"She was very interested in how we do things," Stagg said.
Angola's short-timers share dormitories with their mentors but aren't isolated from some 6,300 other inmates.
"I want them to be exposed to the pressures and the temptations of prison," Stagg said. "They need to be able to learn how to fight those temptations off."
Short-timers get drug treatment and have to have a GED diploma. Stagg said lessons about morals and values are crucial to the program.
"Their main job is to teach them to refocus their life, to change their heart and mind," he said.
Most states employ re-entry programs, drug courts and other specialty courts to reduce recidivism rates. What makes the Angola program unique, experts said, is the mentoring by lifers and the courts' role in selecting and monitoring participants from the beginning to the end of their sentences.
"I haven't seen it operate in the U.S. in this way at all," said David Khey, a criminal justice professor at the University of Louisiana at Lafayette.
Only nine court jurisdictions, including in New Orleans and Baton Rouge, are currently authorized to participate in Angola's program and a smaller companion program at a women's prison. But the state Supreme Court appointed a participating judge to examine how the program could be expanded elsewhere, with Khey's input.
So far, only one of 27 program graduates from one court jurisdiction alone has returned to prison since the first was released in 2013 — what Khey calls a "very promising" rate.

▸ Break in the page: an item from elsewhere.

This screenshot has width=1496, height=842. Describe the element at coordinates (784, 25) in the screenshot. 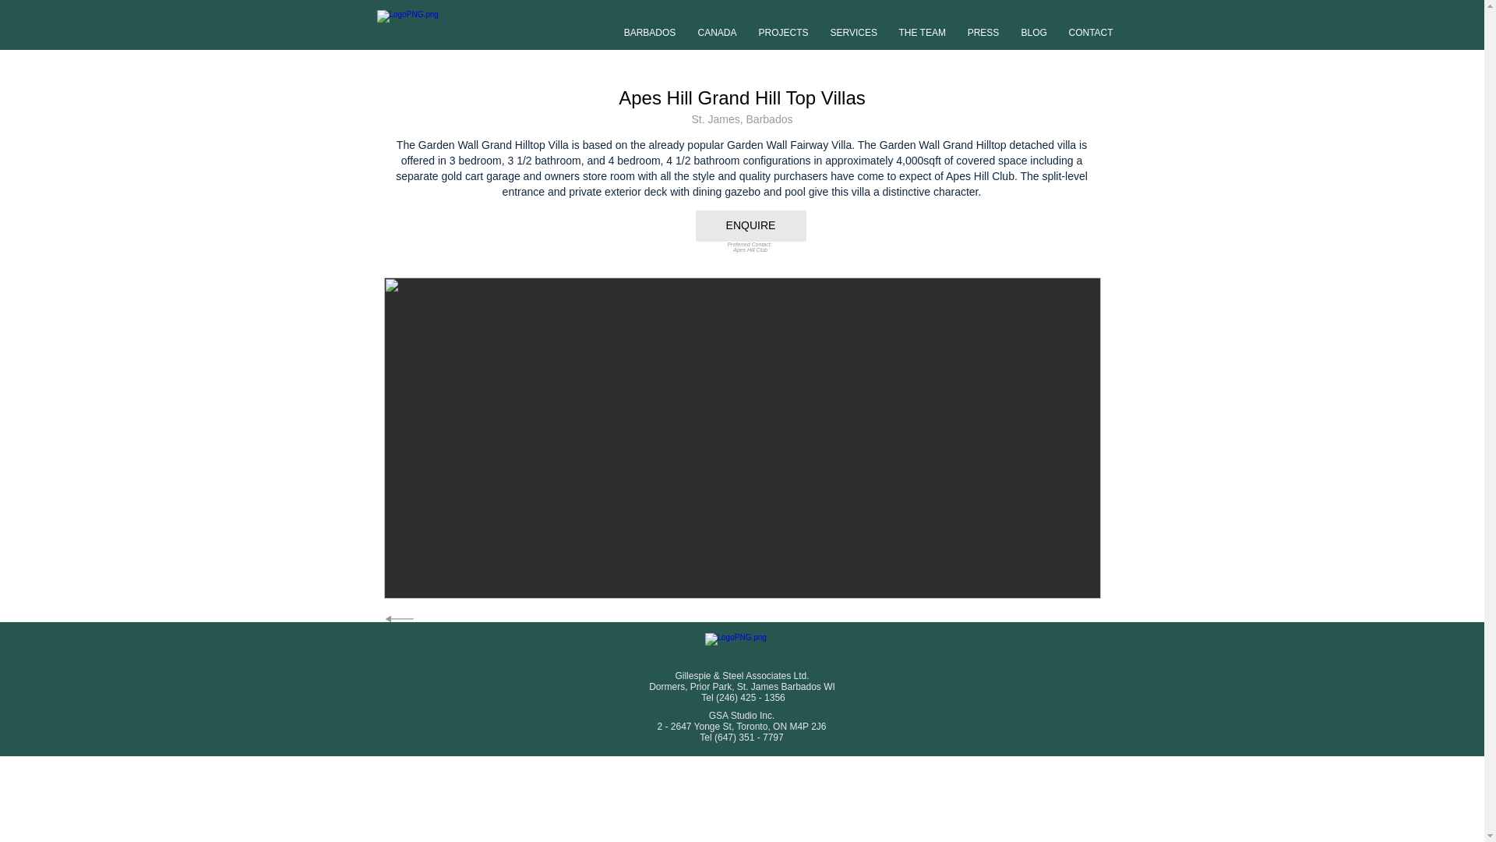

Statewide, approximately 36 percent of Louisiana offenders return to prison within 3 years, state corrections figures show.
Defendants charged with sex offenses or facing sentences longer than 10 years aren't eligible. Program graduates get five years of court-supervised probation once released.
"This is not a free pass for anybody," said Judge Scott Schlegel in greater New Orleans' Jefferson Parish. "If you want to change, we are here to help you succeed."
Montrel Stiebling entered Angola without a high-school degree or a trade after pleading guilty to an attempted firearm possession charge that could have meant a decade behind bars. The 25-year-old earned his GED diploma and passed two Automotive Service Excellence certification tests in prison.
Six months ago, he landed a job at a New Orleans car dealership's body shop.
"I don't think anybody should spend a day up there, but I don't regret it because it helped me out a lot," said Stiebling, who was freed in 2012 but remains on probation.